1940s Day
What a fabulous time we had today at Milton Keynes Museum's 1940s weekend!
I love it there!!
There is a wartime garden complete with fruit, vegetables, beehives, long johns and corsets on the line and an Anderson Shelter. We all went down into the shelter where there are speakers which pipe in the sound of the air raid siren, the planes and the bombs, and then the All Clear. It must have been quite terrifying.
We pumped water, ran around with metal hoops, watched Churchill make his fight them on the beaches speech, heard the bone shaking noise of the Spitfire engine, put on firemen's helmets, posed with the Milton Keynes concrete cows, explored a 1940s village police station, and had an amazing chat with an Air Raid Warden in his office. His great-great grandfather was the Air Raid Warden in Harrow during the first world war and he was full of fascinating facts and stories and showed us loads of original paperwork - for blackout transgressions, instructions for how to tape up your windows, patrol logs, recruitment leaflets for the ARP. Brilliant!!!
We also got chatting to a man who'd been a boy during the bombing of Plymouth and he had lots of interesting stories too.
The Little Misses were a bit 1940'd out by then so we headed inside the museum to the street of reconstructed shops - butcher, haberdasher, pub, sweetshop, barbers, cinema, dentist, post office, cobblers, ironmongers and grocers. All originally local to the towns and villages close to Milton Keynes. Full of so many interesting things and photos!
Lastly it was into the phone room. My Blip last year was from there. The Little Misses LOVE dialling old fashioned phones and answering and hanging up. Over and over again. There are phones from the earliest days of phones (as well as telegraph and morse code machines) going right through the decades up to the latest mobile phones. So interesting to see!
Then it was time to get one last cup of tea and head home.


**What the exercise asks**
Word for word, restate all the records; images are not part of the copy.

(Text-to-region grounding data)
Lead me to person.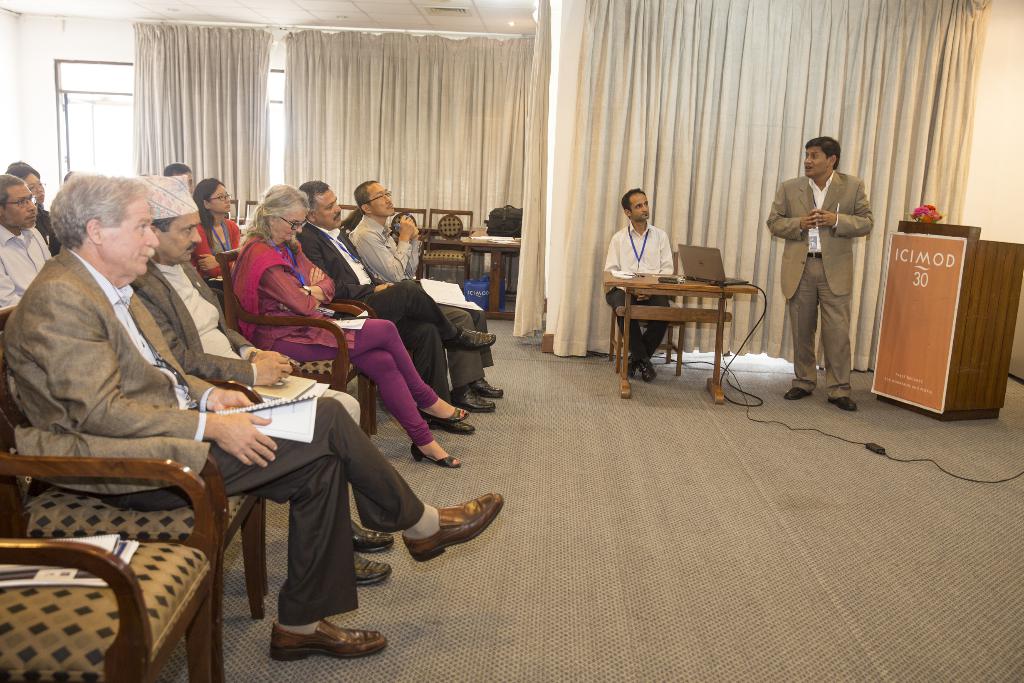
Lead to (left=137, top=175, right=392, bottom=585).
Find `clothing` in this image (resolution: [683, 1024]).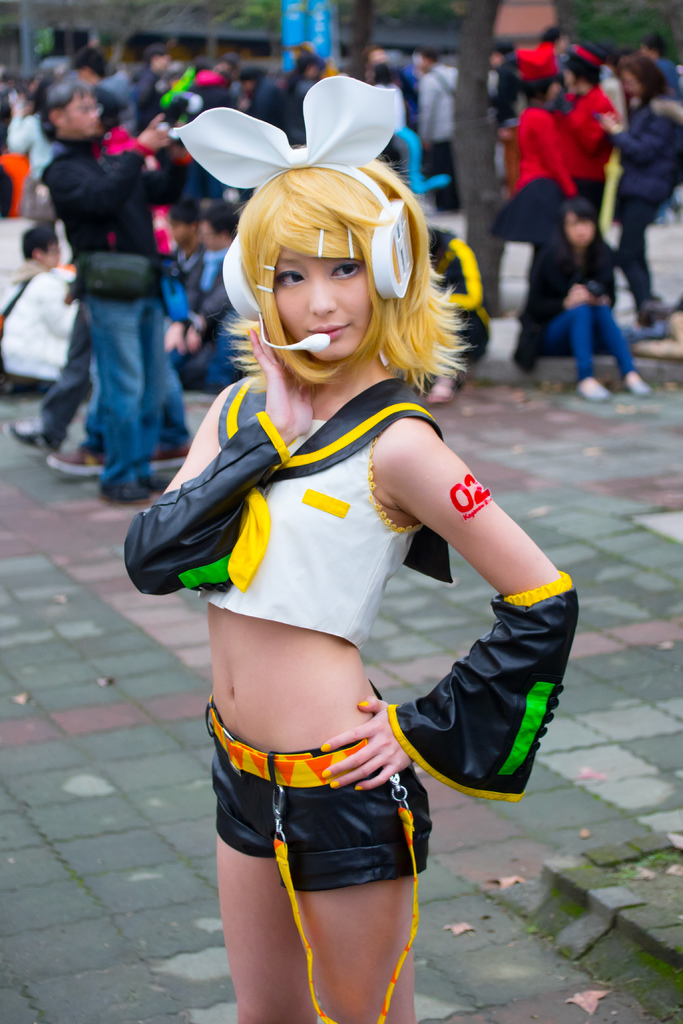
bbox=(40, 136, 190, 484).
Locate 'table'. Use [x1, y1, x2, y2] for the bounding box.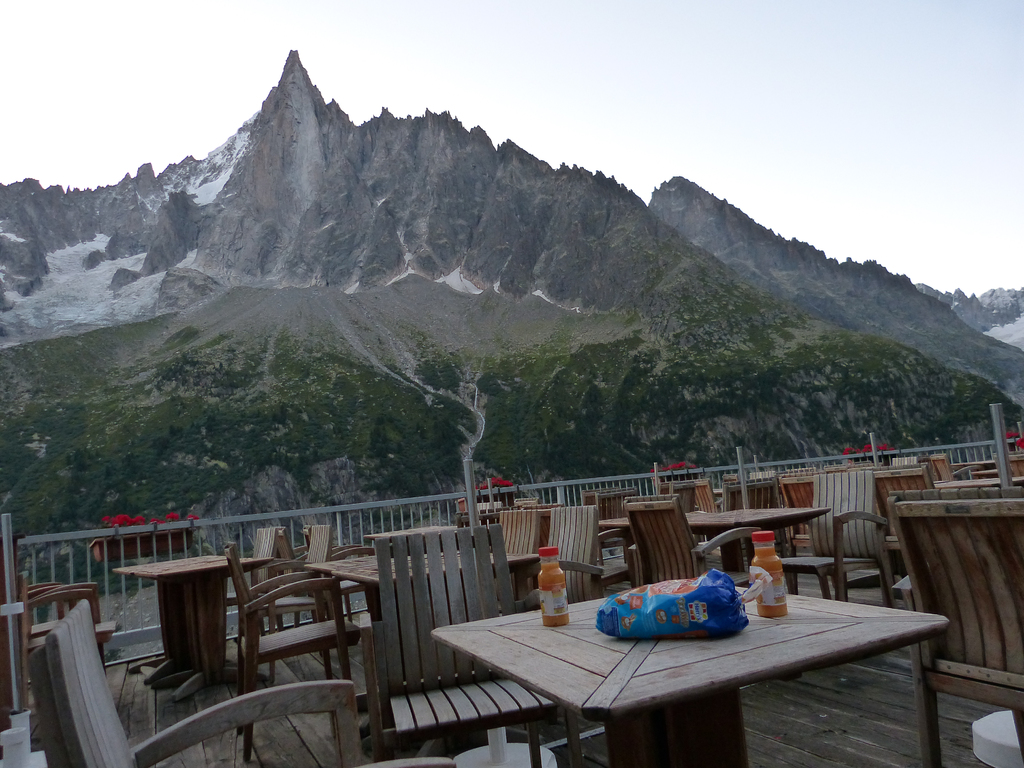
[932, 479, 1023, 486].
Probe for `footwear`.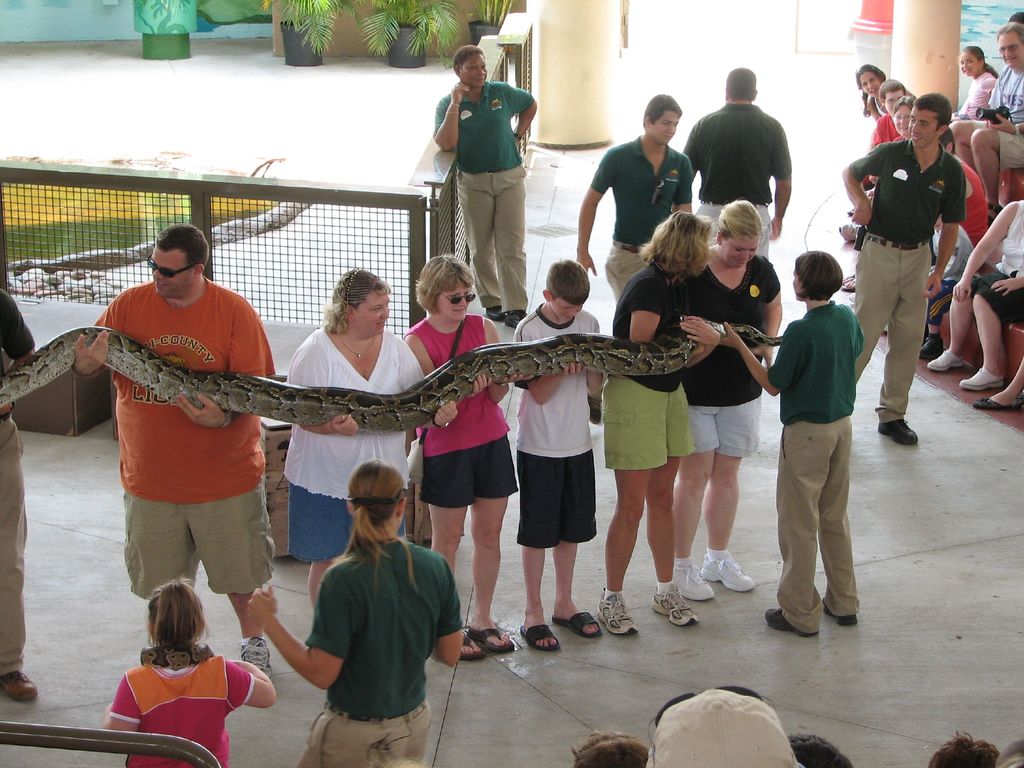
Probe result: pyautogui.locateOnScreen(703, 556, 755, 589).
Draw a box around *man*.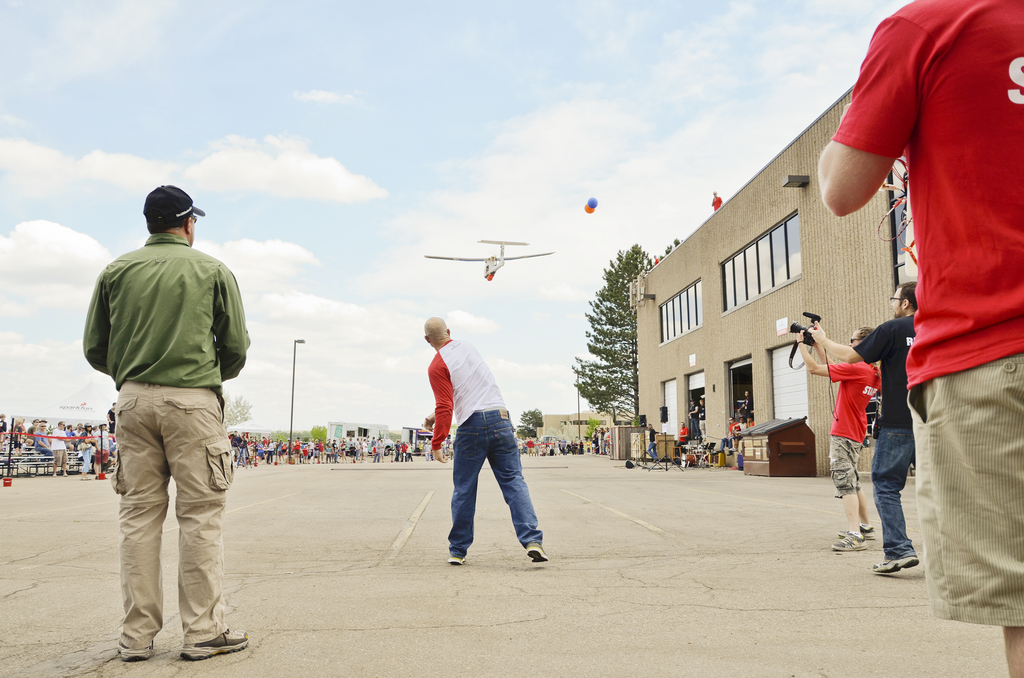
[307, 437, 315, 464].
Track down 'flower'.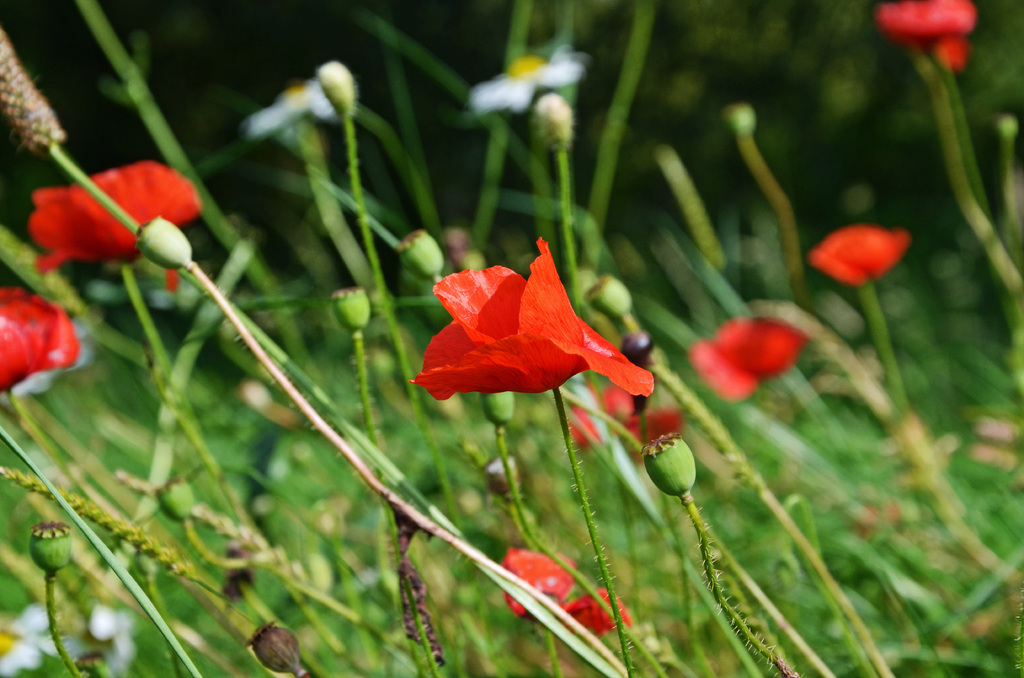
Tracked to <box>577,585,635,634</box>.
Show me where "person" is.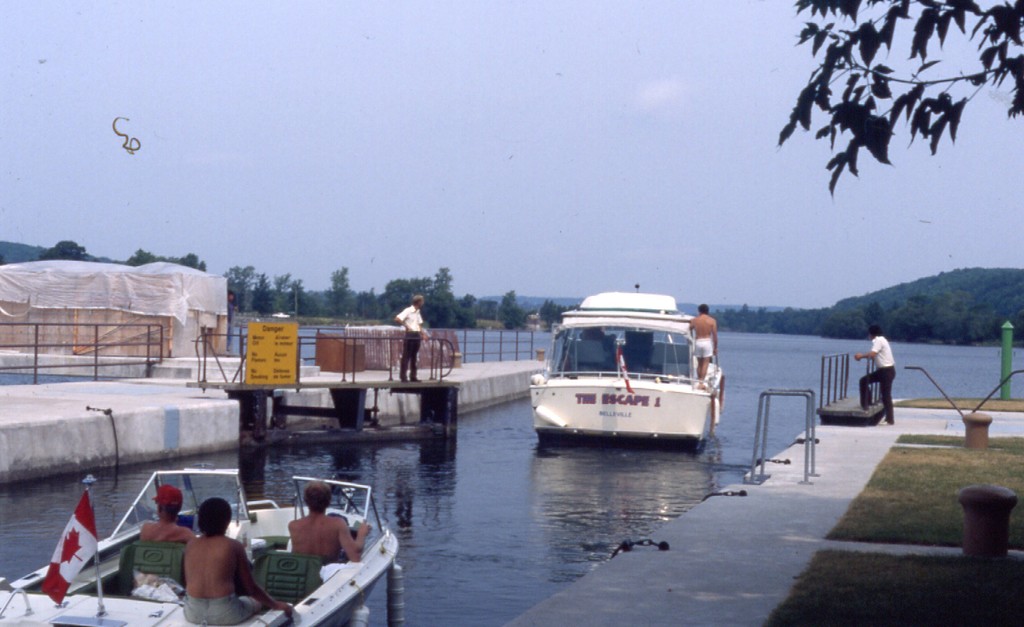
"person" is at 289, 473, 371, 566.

**Expected answer**
Lead me to person.
Lead to (left=137, top=175, right=392, bottom=585).
Find `clothing` in this image (resolution: [683, 1024]).
bbox=(40, 136, 190, 484).
Locate 'table'. Use [x1, y1, x2, y2] for the bounding box.
[932, 479, 1023, 486].
Probe for `footwear`.
Probe result: pyautogui.locateOnScreen(703, 556, 755, 589).
Draw a box around *man*.
[307, 437, 315, 464].
Track down 'flower'.
Tracked to <box>577,585,635,634</box>.
Show me where "person" is.
"person" is at 289, 473, 371, 566.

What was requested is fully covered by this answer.